Closed msmftc closed 2 years ago

msmftc commented 2 years ago

Random lists of type randsz_list_t get a new random size during randomize() calls, with required constraints on the size property determining the range of possible sizes. In tests with small size ranges (max size of 31 or less), the random size is strongly biased to the largest possible size when it ought to be evenly distributed across the range. For instance, when a list of unsigned integers is constrained to have a size in the range [1..10], a size of 10 is selected in about 70% of all randomize() calls. This bias towards the largest possible size exists for all size ranges less than or equal to [1..31], such as [1..5], [1..10], [1..16], and [1..20].
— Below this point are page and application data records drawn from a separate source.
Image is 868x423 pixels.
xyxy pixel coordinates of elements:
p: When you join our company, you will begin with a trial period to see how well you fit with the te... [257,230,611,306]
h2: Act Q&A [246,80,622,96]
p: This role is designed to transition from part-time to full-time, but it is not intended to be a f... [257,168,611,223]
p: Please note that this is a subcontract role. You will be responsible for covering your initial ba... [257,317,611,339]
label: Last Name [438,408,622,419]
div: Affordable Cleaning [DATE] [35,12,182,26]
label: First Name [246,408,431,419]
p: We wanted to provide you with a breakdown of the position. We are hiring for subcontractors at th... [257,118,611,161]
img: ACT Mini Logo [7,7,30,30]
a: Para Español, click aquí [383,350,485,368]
If the size range is wider, such as [1..100], then I observe a strong bias toward a subset of large sizes. For instance, when the size range is [1..100] then sizes in the subrange [67..100] are more than 10x likely to be selected than in the subrange [1..66].

The code below demonstrates the problem for a randsz_list_t with its size constrained to [1..10].

import vsc

@vsc.randobj
class RandConstrData:
    def __init__(self):
        self.a = vsc.randsz_list_t(vsc.uint8_t())

    @vsc.constraint
    def list_size_cnstr(self):
        self.a.size in vsc.rangelist((1,10))

    def __str__(self):
        outStr = ""
        for i in range(self.a.size):
            outStr += f"a[{i}] = {self.a[i]}" + (", " if i<self.a.size-1 else "")
        return(outStr)

@vsc.covergroup
class Size_cg:
    def __init__(self):
        self.with_sample(item = vsc.uint16_t())
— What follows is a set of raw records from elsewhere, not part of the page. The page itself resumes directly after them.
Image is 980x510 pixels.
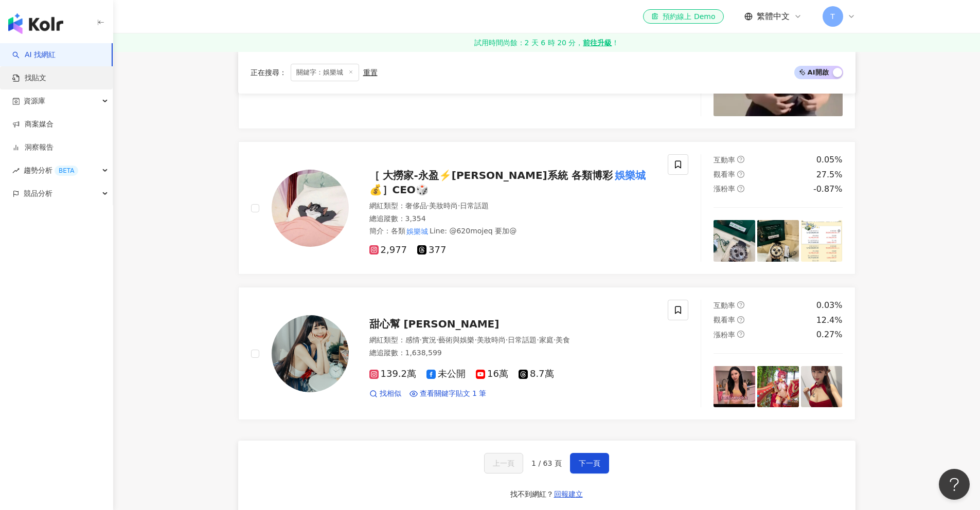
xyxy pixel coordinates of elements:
div: 0.05% [816,154,843,166]
img: post-image [758,220,799,262]
span: · [419,336,422,344]
span: 正在搜尋 ： [251,68,286,76]
span: · [427,202,429,210]
span: question-circle [737,316,744,323]
span: 各類 [391,227,406,235]
span: 未公開 [426,369,465,379]
span: 家庭 [539,336,554,344]
span: 觀看率 [714,316,735,324]
span: 下一頁 [579,459,600,467]
a: searchAI 找網紅 [12,50,56,60]
a: KOL Avatar甜心幫 [PERSON_NAME]網紅類型：感情·實況·藝術與娛樂·美妝時尚·日常話題·家庭·美食總追蹤數：1,638,599139.2萬未公開16萬8.7萬找相似查看關鍵字... [239,287,856,420]
img: post-image [801,366,843,408]
img: KOL Avatar [272,170,349,247]
div: 0.03% [816,299,843,311]
span: 💰］CEO🎲 [369,183,428,196]
a: 試用時間尚餘：2 天 6 時 20 分，前往升級！ [113,33,980,52]
span: 競品分析 [23,182,52,205]
span: 日常話題 [460,202,489,210]
span: Line: @620mojeq 要加@ [430,227,517,235]
span: question-circle [737,301,744,308]
div: 網紅類型 ： [369,335,656,345]
div: BETA [55,166,78,176]
div: 總追蹤數 ： 3,354 [369,214,656,224]
a: 洞察報告 [12,142,54,153]
span: · [436,336,438,344]
span: 美妝時尚 [477,336,506,344]
a: KOL Avatar［ 大撈家-永盈⚡️[PERSON_NAME]系統 各類博彩娛樂城💰］CEO🎲網紅類型：奢侈品·美妝時尚·日常話題總追蹤數：3,354簡介：各類娛樂城Line: @620mo... [239,141,856,275]
span: 日常話題 [508,336,536,344]
a: 找相似 [369,389,401,399]
div: 重置 [364,68,377,76]
img: post-image [714,220,755,262]
span: 觀看率 [714,170,735,178]
span: · [474,336,476,344]
a: 商案媒合 [12,119,54,130]
span: · [536,336,539,344]
img: KOL Avatar [272,316,349,393]
img: post-image [758,366,799,408]
mark: 娛樂城 [406,226,430,237]
span: · [554,336,555,344]
span: · [458,202,460,210]
button: 上一頁 [484,453,523,474]
span: rise [12,167,19,174]
a: 找貼文 [12,73,47,84]
span: 實況 [422,336,436,344]
div: 12.4% [816,315,843,326]
span: 奢侈品 [406,202,427,210]
span: 藝術與娛樂 [438,336,474,344]
div: -0.87% [813,183,843,195]
span: 簡介 ： [369,226,517,237]
span: question-circle [737,185,744,192]
div: 預約線上 Demo [651,12,715,21]
span: 139.2萬 [369,369,416,379]
span: 美妝時尚 [429,202,458,210]
a: 查看關鍵字貼文 1 筆 [410,389,487,399]
span: question-circle [737,156,744,163]
span: 2,977 [369,245,408,255]
img: post-image [801,220,843,262]
span: 找相似 [379,389,401,399]
span: 回報建立 [554,491,583,498]
span: ［ 大撈家-永盈⚡️[PERSON_NAME]系統 各類博彩 [369,169,612,181]
strong: 前往升級 [583,38,611,48]
a: 預約線上 Demo [643,10,723,23]
span: 8.7萬 [519,369,554,379]
img: logo [8,14,63,34]
button: 回報建立 [554,486,583,502]
span: 趨勢分析 [23,159,78,182]
span: 16萬 [476,369,508,379]
span: T [830,11,835,22]
div: 找不到網紅？ [510,490,554,500]
mark: 娛樂城 [612,167,648,183]
span: 繁體中文 [757,11,789,22]
span: question-circle [737,171,744,178]
span: 互動率 [714,156,735,164]
span: 1 / 63 頁 [531,459,562,467]
div: 網紅類型 ： [369,201,656,212]
span: 美食 [555,336,570,344]
span: 377 [417,245,446,255]
button: 下一頁 [570,453,609,474]
div: 總追蹤數 ： 1,638,599 [369,348,656,358]
div: 27.5% [816,169,843,180]
div: 0.27% [816,329,843,340]
span: 漲粉率 [714,331,735,339]
span: 互動率 [714,301,735,310]
span: question-circle [737,331,744,338]
span: · [506,336,508,344]
span: 漲粉率 [714,185,735,193]
img: post-image [714,366,755,408]
span: 甜心幫 [PERSON_NAME] [369,318,499,330]
span: 查看關鍵字貼文 1 筆 [419,389,487,399]
span: 感情 [406,336,419,344]
iframe: Help Scout Beacon - Open [939,469,970,500]
span: 關鍵字：娛樂城 [291,64,359,81]
span: 資源庫 [23,89,45,113]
        self.a_size = vsc.coverpoint(self.item, bins = {
            "size": vsc.bin_array([], [1,10])
        })

data = RandConstrData()
data_cg = Size_cg()

for i in range(1000):
    data.randomize()
    data_cg.sample(data.a.size)

    # Uncomment to see raw data.
    # print(f"{i}:  size: {data.a.size},  {data}")
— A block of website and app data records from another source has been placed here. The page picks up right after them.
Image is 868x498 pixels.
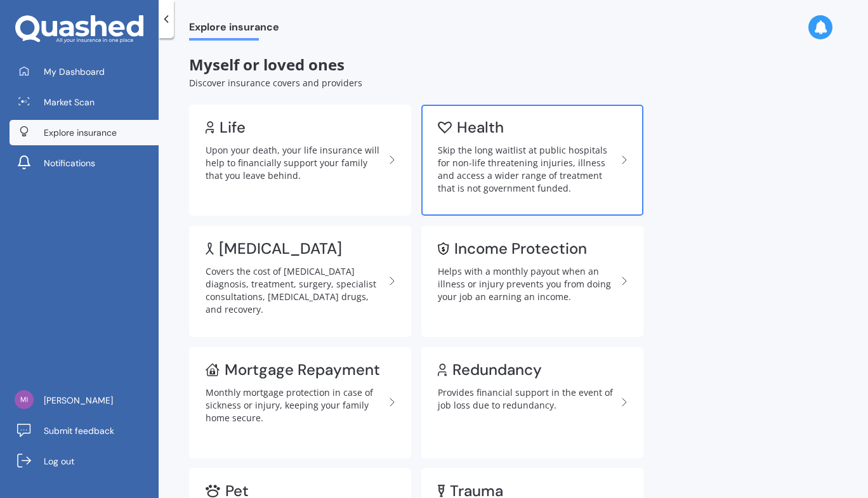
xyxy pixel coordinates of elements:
a: [MEDICAL_DATA]Covers the cost of [MEDICAL_DATA] diagnosis, treatment, surgery, specialist consult... [189,226,411,337]
div: Covers the cost of [MEDICAL_DATA] diagnosis, treatment, surgery, specialist consultations, [MEDIC... [206,265,384,316]
span: Log out [44,455,74,468]
div: Life [219,121,245,134]
span: Explore insurance [44,126,116,139]
a: HealthSkip the long waitlist at public hospitals for non-life threatening injuries, illness and a... [421,105,643,216]
span: [PERSON_NAME] [44,394,113,407]
a: Log out [10,448,159,475]
a: Income ProtectionHelps with a monthly payout when an illness or injury prevents you from doing yo... [421,226,643,337]
span: My Dashboard [44,65,105,78]
div: Helps with a monthly payout when an illness or injury prevents you from doing your job an earning... [437,265,617,303]
a: [PERSON_NAME] [10,388,159,413]
div: Upon your death, your life insurance will help to financially support your family that you leave ... [206,144,384,182]
span: Explore insurance [189,21,279,38]
span: Discover insurance covers and providers [189,77,362,89]
span: Myself or loved ones [189,54,344,75]
div: Provides financial support in the event of job loss due to redundancy. [437,386,617,412]
div: Trauma [450,485,503,498]
a: My Dashboard [10,59,159,85]
a: Market Scan [10,89,159,115]
a: Explore insurance [10,120,159,145]
div: Monthly mortgage protection in case of sickness or injury, keeping your family home secure. [206,386,384,425]
span: Submit feedback [44,425,114,438]
img: e53eef41fe62784ee7e0f434e176db4b [14,391,33,410]
span: Notifications [44,157,96,170]
div: Mortgage Repayment [224,364,379,376]
a: RedundancyProvides financial support in the event of job loss due to redundancy. [421,347,643,458]
a: Submit feedback [10,419,159,444]
div: Income Protection [454,243,587,255]
div: Health [457,121,504,134]
a: Notifications [10,151,159,176]
div: Pet [225,485,249,498]
a: Mortgage RepaymentMonthly mortgage protection in case of sickness or injury, keeping your family ... [189,347,411,458]
div: Redundancy [452,364,542,376]
div: Skip the long waitlist at public hospitals for non-life threatening injuries, illness and access ... [437,144,617,195]
div: [MEDICAL_DATA] [219,243,342,255]
a: LifeUpon your death, your life insurance will help to financially support your family that you le... [189,105,411,216]
span: Market Scan [44,96,95,108]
vsc.report_coverage(details=True)

Example output from the code above:

    CVP a_size : 100.000000%
    Bins:
        size[0] : 32
        size[1] : 36
        size[2] : 32
        size[3] : 32
        size[4] : 35
        size[5] : 16
        size[6] : 21
        size[7] : 27
        size[8] : 28
        size[9] : 741
msmftc commented 2 years ago

I re-ran several variations of this test with PyVSC 0.6.9, and the random distribution is no longer skewed. The improvements that were released to solve other issues appear to have solved this issue also.